5 Ways 'Taxi Driver' Changed Movies, Made History

The Martin Scorsese film, which stars Robert De Niro, premiered 40 years ago.

ByABC News
February 8, 2016, 4:31 AM
Robert De Niro performs a scene in Taxi Driver directed by Martin Scorsese in 1976 in New York.
Robert De Niro performs a scene in Taxi Driver directed by Martin Scorsese in 1976 in New York.
Michael Ochs Archive/Getty Images

— -- It's been 40 years since "Taxi Driver" first hit theaters, grabbing us by the throat and dragging us into Travis Bickle's dark, twisted world.

The film, which starred Robert De Niro, Jodie Foster and Harvey Keitel, was an instant classic, the 12th top-grossing movie of 1976, and earned four Academy Award nominations and Cannes' prestigious Palme d’Or. It also established the careers of director Martin Scorsese and star De Niro and cemented their on-screen partnership.

"Taxi Driver" not only changed the movies, it changed history. Here are five ways:

1. "Taxi Driver" established director Scorsese, then 33, as Hollywood's premier auteur, whose influence would be later felt by a new generation of New Wave filmmakers, including Spike Lee and Quentin Tarantino.

2. Coming off his Oscar win for "The Godfather: Part II," De Niro turned down half-million dollar offers to star in "Taxi Driver," his second collaboration with Scorsese. It sealed his reputation as one of Hollywood's greatest actors, while the character he embodied, Travis Bickle, became a classic, alongside other iconic characters such as Dirty Harry and Norman Bates.

3. Bickle's iconic line, "You talkin’ to me?" became one of film's most recognized and is included in the top 10 most famous movie lines by the American Film Institute. Screenwriter, Paul Schrader later said, "It’s the best thing in the movie, and I didn’t write it." De Niro, who improvised the entire monologue which included that famous line, borrowed it from Bruce Springsteen, whom he’d seen perform in Greenwich Village just days earlier.

4. Scorsese’s portrait of New York City in 1976 was dark, cramped and filled with garbage -- the latter of which, it turns out, was real. In the summer of 1975, when he shot the film, a sanitation workers’ strike left garbage piled on the streets and sidewalks. The film, Scorsese’s farewell to his hometown, also signaled the end of an era in New York. The Checker cabs, grimy neighborhoods and Times Square of the movie no longer exist.

5. Schrader's script was inspired in part by the failed political assassination of presidential hopeful George Wallace in 1972. In the film, Bickle plots to assassinate presidential candidate Senator Palantine after he is rebuffed by Palantine's campaign volunteer, Betsy, played by Cybill Shepherd. Five years later, John Hinckley, Jr., who was fixated on the film and its star Jodie Foster, mimicked Bickle's mohawked appearance from the film and attempted to assassinate President Ronald Reagan. White House Press Secretary James Brady was paralyzed after the shooting and Hinckley, who was found not guilty by reason of insanity, remains under institutional psychiatric care.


◆ **WHAT IS EXPECTED**
Word for word, repeat the lines of the records from the one containing "This screenshot has height=682, width=1037." through the last line, both included.

◆ **DATA**

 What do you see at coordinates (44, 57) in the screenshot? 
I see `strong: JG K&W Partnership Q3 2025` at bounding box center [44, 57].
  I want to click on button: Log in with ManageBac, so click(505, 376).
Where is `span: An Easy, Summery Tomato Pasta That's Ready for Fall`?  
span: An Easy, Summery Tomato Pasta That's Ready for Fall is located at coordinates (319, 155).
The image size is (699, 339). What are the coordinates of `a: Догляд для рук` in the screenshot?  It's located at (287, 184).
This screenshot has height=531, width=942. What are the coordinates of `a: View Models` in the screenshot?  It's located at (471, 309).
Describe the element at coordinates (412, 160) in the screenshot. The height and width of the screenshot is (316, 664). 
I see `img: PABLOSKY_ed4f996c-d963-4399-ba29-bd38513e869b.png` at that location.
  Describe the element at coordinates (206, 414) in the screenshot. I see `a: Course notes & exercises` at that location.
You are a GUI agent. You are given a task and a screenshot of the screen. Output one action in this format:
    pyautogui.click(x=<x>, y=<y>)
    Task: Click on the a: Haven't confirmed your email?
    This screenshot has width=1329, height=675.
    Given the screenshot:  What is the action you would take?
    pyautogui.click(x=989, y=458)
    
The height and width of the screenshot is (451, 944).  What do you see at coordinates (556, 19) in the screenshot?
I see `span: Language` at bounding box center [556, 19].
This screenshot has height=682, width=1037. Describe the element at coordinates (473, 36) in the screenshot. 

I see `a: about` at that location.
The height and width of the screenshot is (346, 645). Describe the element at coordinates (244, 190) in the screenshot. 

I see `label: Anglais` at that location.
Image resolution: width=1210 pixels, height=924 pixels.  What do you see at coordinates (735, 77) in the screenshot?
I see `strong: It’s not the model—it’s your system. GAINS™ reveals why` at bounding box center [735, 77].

◆ **FINAL ANSWER**
This screenshot has height=682, width=1037. Describe the element at coordinates (473, 36) in the screenshot. 

I see `a: about` at that location.
The height and width of the screenshot is (346, 645). Describe the element at coordinates (244, 190) in the screenshot. 

I see `label: Anglais` at that location.
Image resolution: width=1210 pixels, height=924 pixels.  What do you see at coordinates (735, 77) in the screenshot?
I see `strong: It’s not the model—it’s your system. GAINS™ reveals why` at bounding box center [735, 77].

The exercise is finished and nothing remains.